Sour Heart is a short story collection by 2016 National Magazine finalist Jenny Zhang (Dear Jenny: We Are All Find). In it, she captures the emotional burdens and challenges faced by Asian immigrant daughters as they struggle to realize their mothers' expectations of the American dream. These interconnected stories are written from an adolescent point of view, with dark humor, longing and unrequited desire.
In one story, a 10-year-old girl lives a surrealistic existence with her down-and-out parents; they scrimp and scam their living in Flushing, N.Y., until their joblessness forces them to give up their child to relatives in Shanghai. In another, a child's silent prayer to God becomes a lonely plea for personal acceptance and understanding. The suffocating need for filial affection builds into a cycle from which the child realizes, with resignation, that history is doomed to repeat itself across successive generations between two continents.

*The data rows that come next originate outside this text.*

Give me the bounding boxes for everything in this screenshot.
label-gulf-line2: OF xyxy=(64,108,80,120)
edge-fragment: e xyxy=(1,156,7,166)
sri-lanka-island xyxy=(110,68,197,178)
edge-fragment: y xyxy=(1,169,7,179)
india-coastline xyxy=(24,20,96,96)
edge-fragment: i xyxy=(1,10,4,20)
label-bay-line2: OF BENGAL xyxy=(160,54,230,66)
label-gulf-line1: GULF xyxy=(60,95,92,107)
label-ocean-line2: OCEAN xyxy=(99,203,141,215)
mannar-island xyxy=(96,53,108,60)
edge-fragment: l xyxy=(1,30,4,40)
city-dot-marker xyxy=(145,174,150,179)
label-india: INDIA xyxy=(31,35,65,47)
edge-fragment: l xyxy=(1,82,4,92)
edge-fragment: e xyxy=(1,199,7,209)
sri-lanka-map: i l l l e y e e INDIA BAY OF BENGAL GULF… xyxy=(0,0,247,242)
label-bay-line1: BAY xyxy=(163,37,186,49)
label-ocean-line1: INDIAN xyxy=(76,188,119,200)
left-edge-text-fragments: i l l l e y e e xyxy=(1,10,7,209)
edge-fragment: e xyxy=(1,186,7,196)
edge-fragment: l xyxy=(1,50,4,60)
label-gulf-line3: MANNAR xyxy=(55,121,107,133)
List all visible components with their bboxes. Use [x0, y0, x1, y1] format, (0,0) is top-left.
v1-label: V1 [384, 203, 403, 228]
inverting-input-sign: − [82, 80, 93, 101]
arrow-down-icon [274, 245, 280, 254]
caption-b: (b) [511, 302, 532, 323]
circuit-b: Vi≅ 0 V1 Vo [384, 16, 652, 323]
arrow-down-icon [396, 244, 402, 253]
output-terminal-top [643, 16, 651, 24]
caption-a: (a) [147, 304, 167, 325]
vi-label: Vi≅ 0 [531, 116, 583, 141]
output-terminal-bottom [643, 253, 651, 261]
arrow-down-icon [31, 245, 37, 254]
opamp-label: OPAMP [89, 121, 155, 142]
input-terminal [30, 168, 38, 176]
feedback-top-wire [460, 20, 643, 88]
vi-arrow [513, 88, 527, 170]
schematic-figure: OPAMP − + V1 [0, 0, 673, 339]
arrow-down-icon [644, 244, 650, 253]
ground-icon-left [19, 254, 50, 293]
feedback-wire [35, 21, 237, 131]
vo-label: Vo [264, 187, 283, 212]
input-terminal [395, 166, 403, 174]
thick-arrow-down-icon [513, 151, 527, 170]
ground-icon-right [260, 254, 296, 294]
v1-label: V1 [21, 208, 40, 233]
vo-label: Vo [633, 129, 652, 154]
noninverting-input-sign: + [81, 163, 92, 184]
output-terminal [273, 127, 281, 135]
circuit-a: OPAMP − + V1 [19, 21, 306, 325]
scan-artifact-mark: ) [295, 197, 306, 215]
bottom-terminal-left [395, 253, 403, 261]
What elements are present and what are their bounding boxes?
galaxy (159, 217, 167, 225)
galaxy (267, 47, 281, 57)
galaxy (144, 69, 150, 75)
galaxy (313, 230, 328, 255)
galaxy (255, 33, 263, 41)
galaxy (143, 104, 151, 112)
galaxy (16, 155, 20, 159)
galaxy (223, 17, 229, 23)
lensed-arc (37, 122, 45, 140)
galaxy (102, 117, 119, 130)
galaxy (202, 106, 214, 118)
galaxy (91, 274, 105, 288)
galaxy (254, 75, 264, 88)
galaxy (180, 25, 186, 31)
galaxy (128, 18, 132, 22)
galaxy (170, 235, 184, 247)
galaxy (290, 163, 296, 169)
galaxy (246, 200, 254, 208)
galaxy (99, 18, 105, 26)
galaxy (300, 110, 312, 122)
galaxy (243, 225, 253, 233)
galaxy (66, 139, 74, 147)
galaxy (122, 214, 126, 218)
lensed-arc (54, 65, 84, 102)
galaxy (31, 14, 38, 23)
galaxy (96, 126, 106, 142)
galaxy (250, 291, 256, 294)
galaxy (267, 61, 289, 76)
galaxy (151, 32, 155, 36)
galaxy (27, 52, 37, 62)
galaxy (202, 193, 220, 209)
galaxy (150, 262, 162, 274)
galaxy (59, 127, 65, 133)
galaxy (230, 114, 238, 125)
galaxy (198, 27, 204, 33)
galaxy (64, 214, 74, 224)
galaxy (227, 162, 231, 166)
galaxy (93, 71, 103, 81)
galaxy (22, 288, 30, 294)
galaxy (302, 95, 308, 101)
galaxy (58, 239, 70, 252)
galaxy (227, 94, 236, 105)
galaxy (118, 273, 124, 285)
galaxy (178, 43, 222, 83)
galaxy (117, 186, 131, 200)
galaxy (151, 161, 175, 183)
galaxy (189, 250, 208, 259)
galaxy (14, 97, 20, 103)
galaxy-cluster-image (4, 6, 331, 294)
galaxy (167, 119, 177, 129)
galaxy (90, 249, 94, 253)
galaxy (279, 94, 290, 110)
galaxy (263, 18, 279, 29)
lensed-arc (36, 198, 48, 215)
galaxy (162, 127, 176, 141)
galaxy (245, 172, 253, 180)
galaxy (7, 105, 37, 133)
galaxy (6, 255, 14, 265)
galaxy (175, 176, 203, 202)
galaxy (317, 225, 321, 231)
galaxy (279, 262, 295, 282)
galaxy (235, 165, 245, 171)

Zhang uses stream-of-consciousness, run-on sentences to convey the uncertainty and fear each daughter faces. These are girls contemplating the burden to succeed, so that they don't cause their families to lose face: "Why did my mother, a grown woman, get to talk like all her hopes and dreams had been shat on, kicked, and set on fire, all the while pushing me, a mere girl, a child, to do better, to accomplish more, to face down all the odds and become a legend? When was I supposed to complain the way they did? To be validated the way they validated each other?"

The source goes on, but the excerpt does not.